Media and Creative Technologies are proud to present another series of Kirikiriroa Conversations. The aim of these public kōrero are to explore topics of interest from academic staff and graduate students across the University that may be works-in-progress, recently published papers, or general areas of interest.

It is an opportunity to explore avenues of research or practice that may not have found a place in a lecture or publication. Why not discuss it in a friendly, open, informal environment? The format for presenting is that each conversation will be 15 mins long with 5 mins of questions. These start at 3:30PM in K.G.01. Afterward, come along to MCT's legendary Thirsty Thursdays (BYO) in our foyer (I.4.20) to continue the kōrerō.

Second Conversation: "The Talking Dead: How AI powered thanatech will prevent social death".

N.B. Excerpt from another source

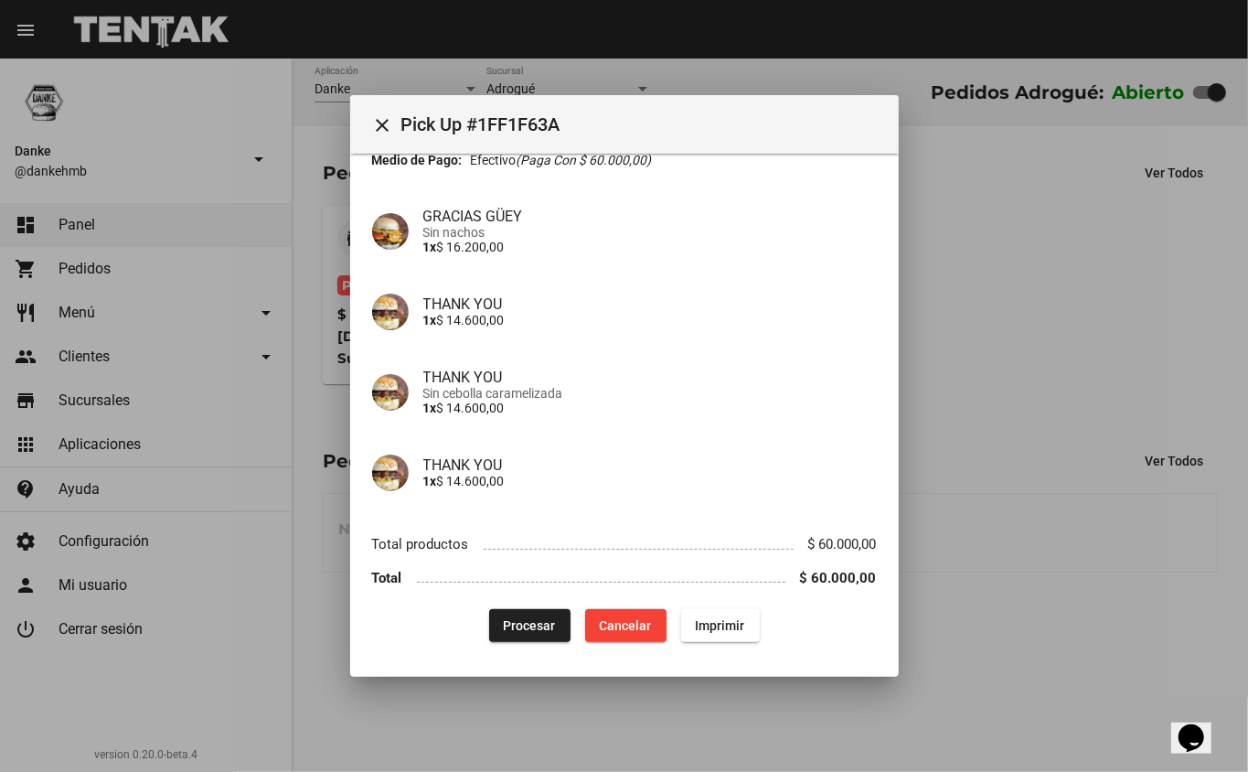  What do you see at coordinates (383, 125) in the screenshot?
I see `mat-icon: Cerrar` at bounding box center [383, 125].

Presenter: Prof. Gareth Schott.

Abstract: In the face of incontrovertible evidence of the universality of physical death, artificial intelligence (AI) is now being applied in fulfilment of a longstanding human pursuit for symbolic immortality. With the emergence and growth of a death-tech industry (Bassett 2018) communication with the dead has moved beyond esoteric supernatural practices of Ouija boards, séances or the services of a medium. Within thana-technology, AI is applied to generate and conduct posthumous interactions with defunct users as if they were still responsive, perceptive and keying responses. Such digital adjuncts to life, draw on the para-social networked nature of contemporary living, fulfilling the needs of those who “desire to stay continually connected” (Przybylski et al. 2013) in life, to endure beyond death. The digital endurance of personhood via thana-bots is a complex matter requiring AI to execute the proxy-agency given to it to communicate, respond and recall memories in a manner that creates a thana-social model of relationships resembling something of what people once shared in life. Here, it is argued that the nature of AI digital afterlives should be given closer attention for the ways in which we allow the dead to communicate when repositioned back “within the flow of everyday life” (Gibbs et al. 2015, 257) as social actors.